| Task directions |
The answer is the exact text of every line from the one that contains "At what (x,y)" to the final line of the entries below, with pictures left out.

| The input |
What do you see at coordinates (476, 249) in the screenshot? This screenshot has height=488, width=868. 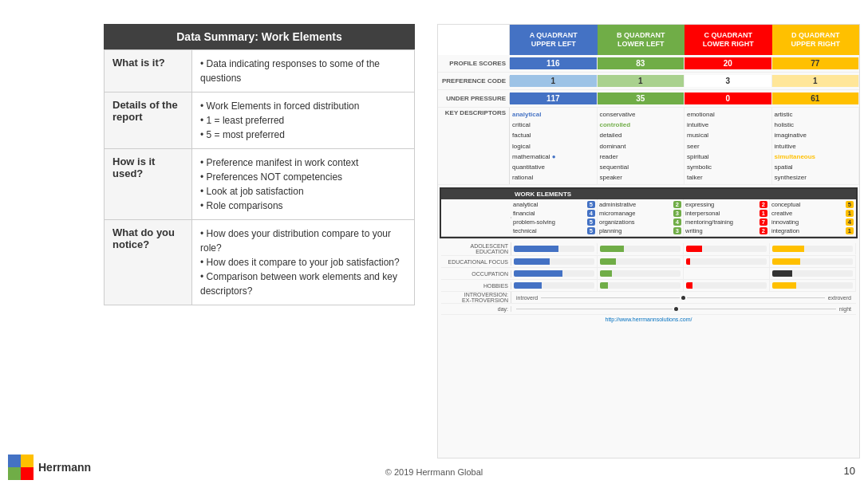 I see `adolescent-label: ADOLESCENT EDUCATION` at bounding box center [476, 249].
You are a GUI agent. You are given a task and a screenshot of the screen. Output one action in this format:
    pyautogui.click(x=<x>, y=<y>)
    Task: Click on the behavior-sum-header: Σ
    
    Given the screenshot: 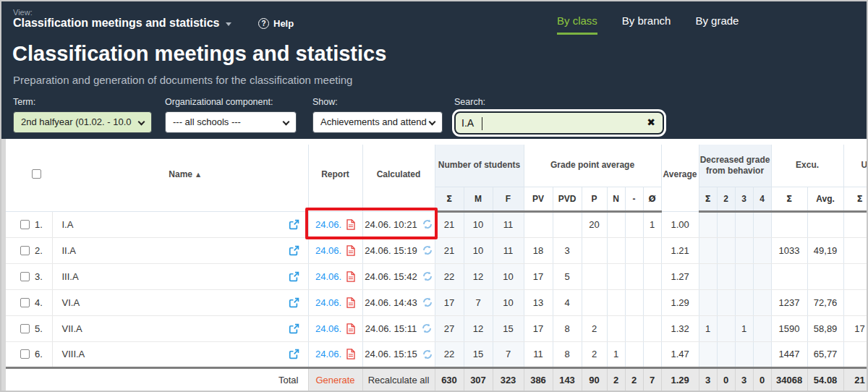 What is the action you would take?
    pyautogui.click(x=707, y=199)
    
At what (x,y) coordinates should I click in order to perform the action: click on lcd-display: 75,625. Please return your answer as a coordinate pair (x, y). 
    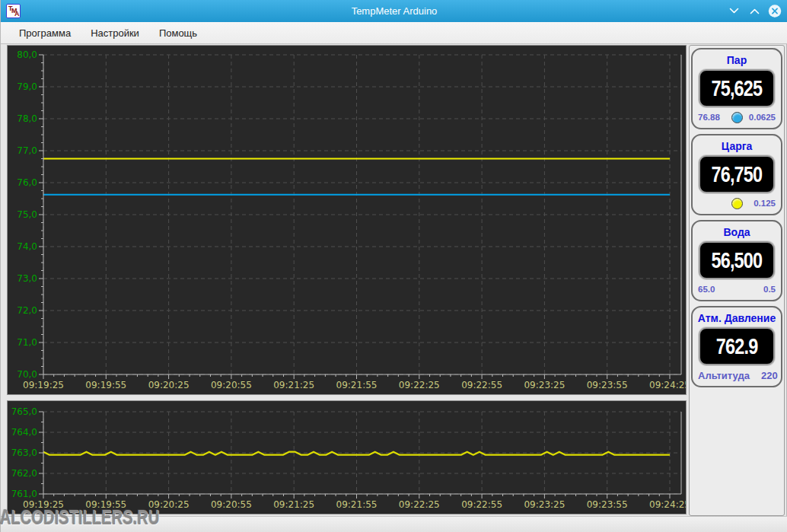
    Looking at the image, I should click on (737, 88).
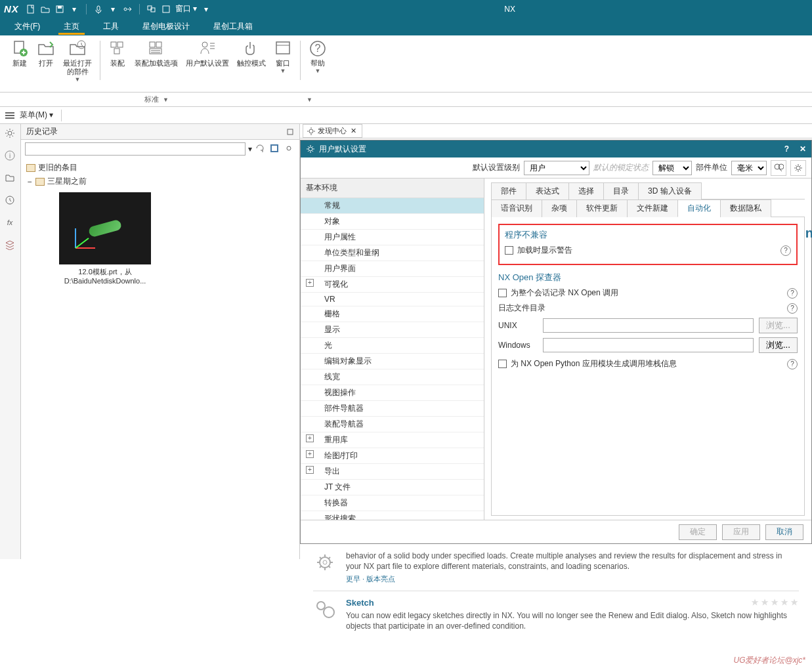 The image size is (812, 670). What do you see at coordinates (393, 299) in the screenshot?
I see `tree-node: VR` at bounding box center [393, 299].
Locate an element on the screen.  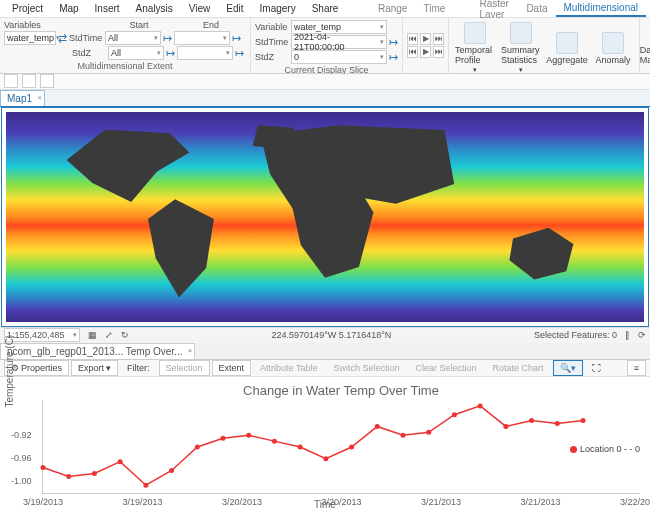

| Worked solution |
At what (x,y) coordinates should I click in order to perform the action: click on lcd-display: 75,625. Please return your answer as a coordinate pair (x, y). 
    Looking at the image, I should click on (737, 88).
 The image size is (812, 670). What do you see at coordinates (393, 299) in the screenshot?
I see `tree-node: VR` at bounding box center [393, 299].
Locate an element on the screen.  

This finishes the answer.